Confessions; by Jean-Jacques Rousseau (1923) PDF ebook

Confessions; by Jean-Jacques Rousseau 

Jean-Jacques Rousseau
Jean-Jacques Rousseau



Rousseau's Confessions is the first great document of its kind in the modern world; it is the first great romantic autobiography. It may seem strange to us nowadays, when we are surfeited with confessions - when fiction has come more and more to take the form of rambling autobiography and when everyone, of however humble eminence, writes at some time or other the "story of his life" - that such a narrative as Rousseau s should ever have been a novelty. 

Yet it is a fact that the peculiar romantic interest in personality which has drenched literature ever since, had its first important expression in Rousseau. Hitherto before the latter half of the eighteenth century, the most violent emotions of men had tended to crystallize in objective works of art, as the passionate storms of Swift were compressed into pamphlets and satires and the sensibility of Racine was chiseled in the marble of classical tragedies. 

But at the advent of Rousseau, with his new motto, Intus et in cute, the simple record of one's feelings and impressions became an end and a form in itself; you assumed that a thing was interesting, not by virtue of its absolute importance, but because it had happened to you, and you assumed that the things that happened inside you were more important than the things you actually did. When Byron comes to vent his emotions he will produce no really objective masterpiece, like Swift or Racine; he will merely give out a strong emanation of personality, the smoky fumes of escaping passions, an attitude, a pose, a temperament, abounding simply in the sense of its own will. 

The very phenomena of the landscape and the seasons which have hitherto been regarded as rather uninteresting will be absorbed by the subjective life till they seem almost to share some sympathy with it. 

On one of the very first pages of the Confessions Rousseau tells of hearing the swallows which had come twittering outside the window when as a boy he had sat up all night reading, and, as Sainte-Beuve has said, they announced more than the coming of morning : they were the heralds of the whole flamboyant summer of modern romanticism. 

Contrast Rousseau s Confessions with Voltaire's autobiographical fragment a typical document of the eighteenth century: the brisk bright running notes of the latter are all of public affairs and public people; when they decline from an impersonal attitude it is only for a tincture of malice. But in Rousseau it is Rousseau we hear about, rarely ever society or politics; and we some times get the impression that Rousseau s individual soul is more precious than either politics or society. 

Yet it is precisely Rousseau s political and social eminence that makes his Confessions the most important book of their kind.

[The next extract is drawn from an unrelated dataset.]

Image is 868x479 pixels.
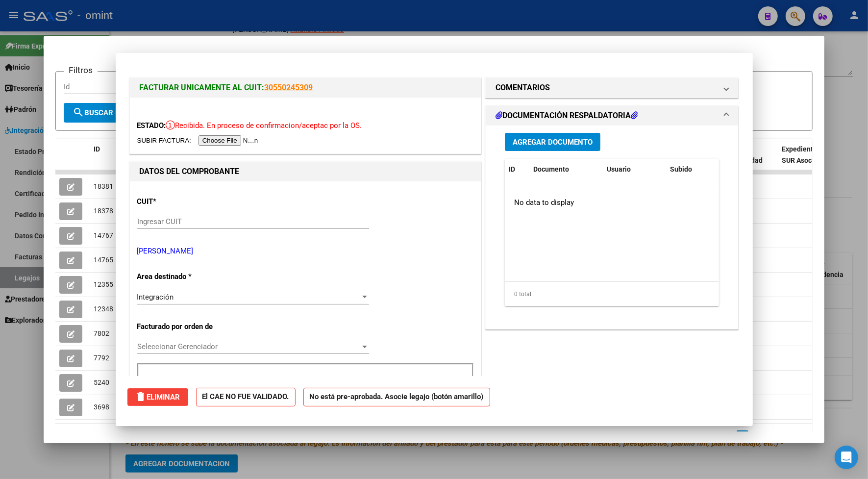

Never has a figure of equal significance left a record equally candid and complete. 

We shall best appreciate them if we regard them not merely as a picaresque narrative nor as one of the frankest and most fascinating documents on the life of the eighteenth century, but chiefly as the soil of experience which fed the roots of a great tree of political impulse a tree which with rude natural strength split the neat pavements of a feudal society and now more than a hundred years after spreads its ramifications through the world. For, though among the philosophers and journalists of the Enlightenment there were many cleverer and more accomplished than Rousseau, there was none who commanded a more formidable power. 

They, like him, were bent upon the destruction of the ancien regime, but they were inextricably bound up with it; after all, in accepting its culture and in mingling with its society, they were aristocratic themselves. But Rousseau had come in from outside, he had struggled up from below; he was a Swiss, a provincial and a Protestant in a society where even the opposition was French, Catholic and urbane. He was the real witness for the people, the man who had really seen the social structure from belowstairs; and no deficiencies of education, no faults of taste or confusions of logic could ever nullify the superiority of the force which he derived from his unique position. 

Here again he will seem less striking to us nowadays than he did to his own time. We are used to Rousseaus now: they start up on every hand; they are the leaders of the labor movements and the voices of the liberal press. 

H. G. Wells, for example, is nothing more nor less than Rousseau a hundred years after you have the same romantic fever, the same dazzling political visions, the same imperfect cultural equipment in a mind extremely well informed and the same inflaming of social theories by obsessions of personal resentment; Tono- Bungay and The New Machiavelli have really much in common with the Confessions, as the spirit of Joan and Peter has with that of Emile; and it is even possible to recognize in the imperfect sympathy between Wells and Shaw a repetition of the conflict of temperaments between those two other great leaders on the same side, Rousseau and Voltaire. Like Rousseau, Wells is a rhapsodist, a democratic prophet; like Voltaire, Shaw is an intellectual, disdainful of the confusions of emotion.